Registered: Aug 2012
Posts: 30
I didn't write 'as good as me' but rather 'like me'. There's a world of difference; many levels away from each other those two things.

Also, what @Hein says. This is radicalizing and moving away from, let's call them, 'achievements of the past'.
2023-12-10 14:06
4gentE

Registered: Mar 2021
Posts: 119
@Hein :
I didn’t want to react to what hedning wrote, because I don’t think we should go to that discussion now and here. But since you said it, yes, I too agree with you, and I think that big modernistic art movements were the exact opposite of ‘kitsch’ contrary to what was written.

@rexbeng : You’re right I didn’t read your post exactly as it was written.
2023-12-10 14:14
hedning

Registered: Mar 2009
Posts: 4618
Quote: @hedning, nothing wrong with good craftmanship, but honestly, the moves from perfect romanticism to impressionism to modernism (expressionism) to post-modernism have been great leaps forward for art.

That, sir, could be debated forever.
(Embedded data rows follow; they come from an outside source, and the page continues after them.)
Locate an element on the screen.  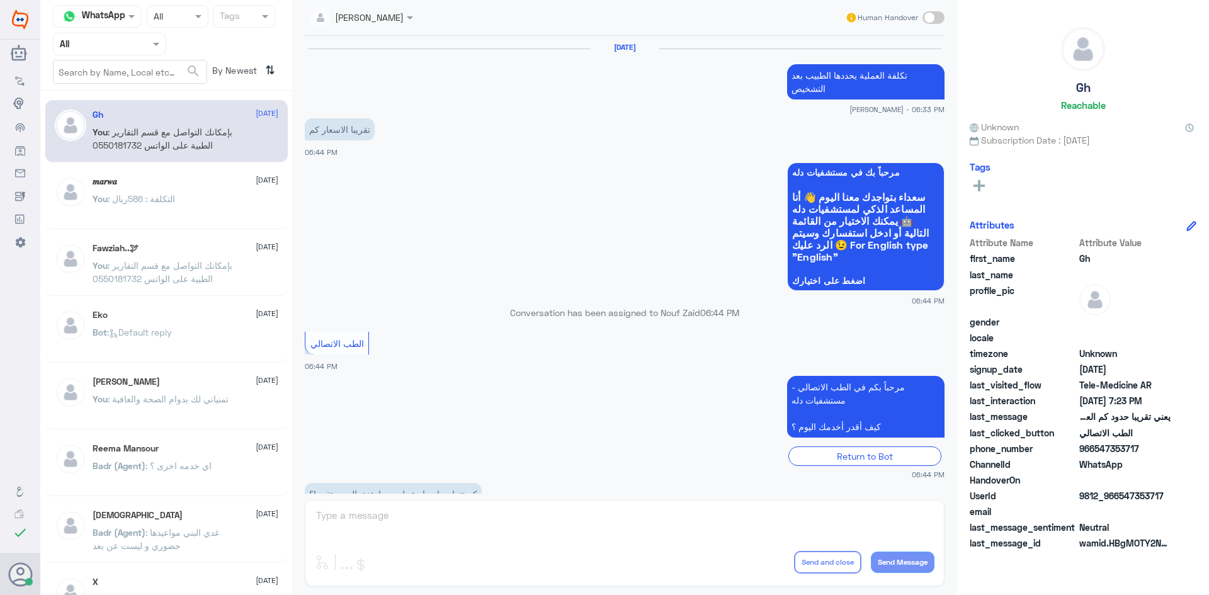
span: : اي خدمه اخرى ؟ is located at coordinates (178, 466).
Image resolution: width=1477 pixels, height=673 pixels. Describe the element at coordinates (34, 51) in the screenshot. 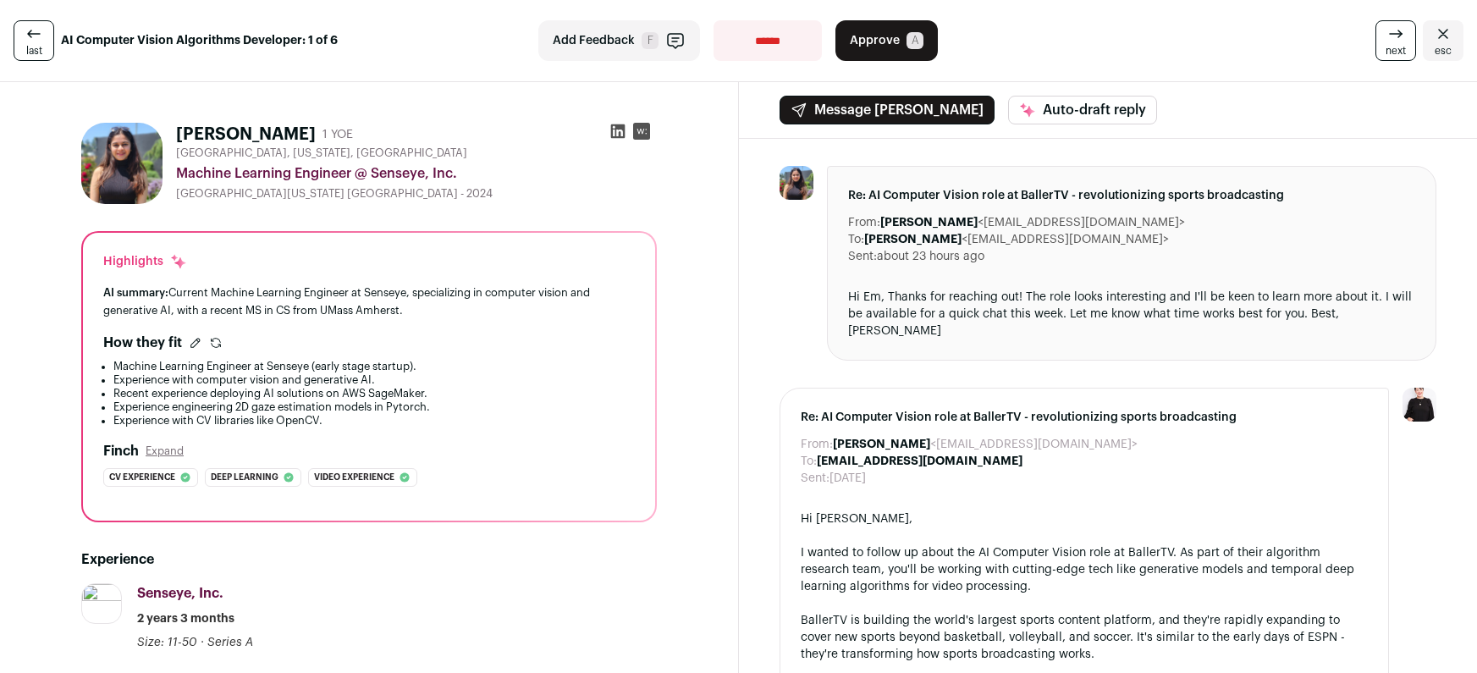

One could also see modernism as the last big move in art, but also the end point for western art, as with postmodernism relativism and irony truth and even the definition of art itself goes down the drain. Perhaps this is not the place for that discussion. I have debated and fought postmodernism since 2006 in articles and books. It is an interesting road, indeed, especially as tradition and figurative art seem to grow stronger.
2023-12-10 14:21
4gentE

Registered: Mar 2021
Posts: 119
@hedning
I don’t know if what bothers you is abstraction and simplification in art. This ‘economic’ way of thinking where one wants to express as much as possible with as few elements as possible. What I observed is that many great artists tend to go more and more abstract as they age. I always looked at this journey as a journey of knowledge, and not deterioration that comes with age.